Peter Williams wrote:
> 
> 
> 
>> From: matheus ribeiro <[EMAIL PROTECTED]>
>> Reply-To: MUSCLE  <[email protected]>
>> To: [email protected]
>> Subject: [Muscle] Re: Probs with muscle applet
>> Date: Sun, 6 Nov 2005 16:03:55 +0000
>>
>>>
>> Then I tried the encrypt with RSA and no padding with success. After
>> > this the alggorithm is fixed to RSA with no padding and I get an 9c03
>> > error if I try tro used RSA with PKCS#1 padding. You should have the
>> > same behaviour. So if you want to sign something you must hash it, pad
>> > it on your own and encrypt the hash with RSA no padding.
> 
> 
> yup.
> 
> This is muscletool's use of the musclecard API, not an applet issue (or
> an issue of the cardedge API). I always assume that muscletool's very
> limited sign capability had become tweaked at some point from its
> general solution: tweaked to emulate something (or participate in
> something) required perhaps by some Linux PAM scheme.

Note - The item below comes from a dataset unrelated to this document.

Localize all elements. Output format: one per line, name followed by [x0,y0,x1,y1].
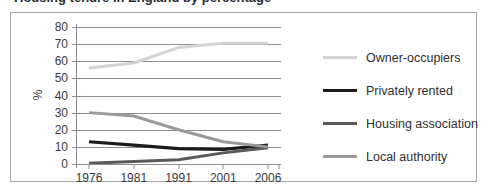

That's not true for the muscleTool version he uses. It support all
algorithms the applet (or the MCardPlugin claims to support) supports.
(Although this could be improved because the actual supported algorithms
could be requested by a call to MSCGetCapabilities(), which is not done
at the moment and all possible algorithms are listed.) That means that
if you request a signature with RSA and PKCS#1 padding using a MD5 hash
exactly this operation is delegated to the API. It the API cannot handle
it there is an error. But if the applet and the plug in supports this
you get a real RSA signature with MD5 as hash and PKCS#1 padding. You
can also use the convenience function filecrypt which accepts a file and
writes to a file the result.

But usually this raw data is wrapped in some container, e.g. PKCS#7, so
the raw data may be useless, which could also be improved, but the
current available APIs (at least OpenSSL, BouncyCastle and other common
libraries for PKCS#7 are too limited, because they always require a
private RSA key and want to do the signature on their own which is in no
way convenient for a smart card solution. (NSS or JSS, respectively from
Mozilla is the only exception from this insufficient API architecture.)

Karsten

> 
> The bottom line is: dont accept muscletools do_sign() and do_encrypt():
> rewrite them for your specific needs. They are good API demos, tho.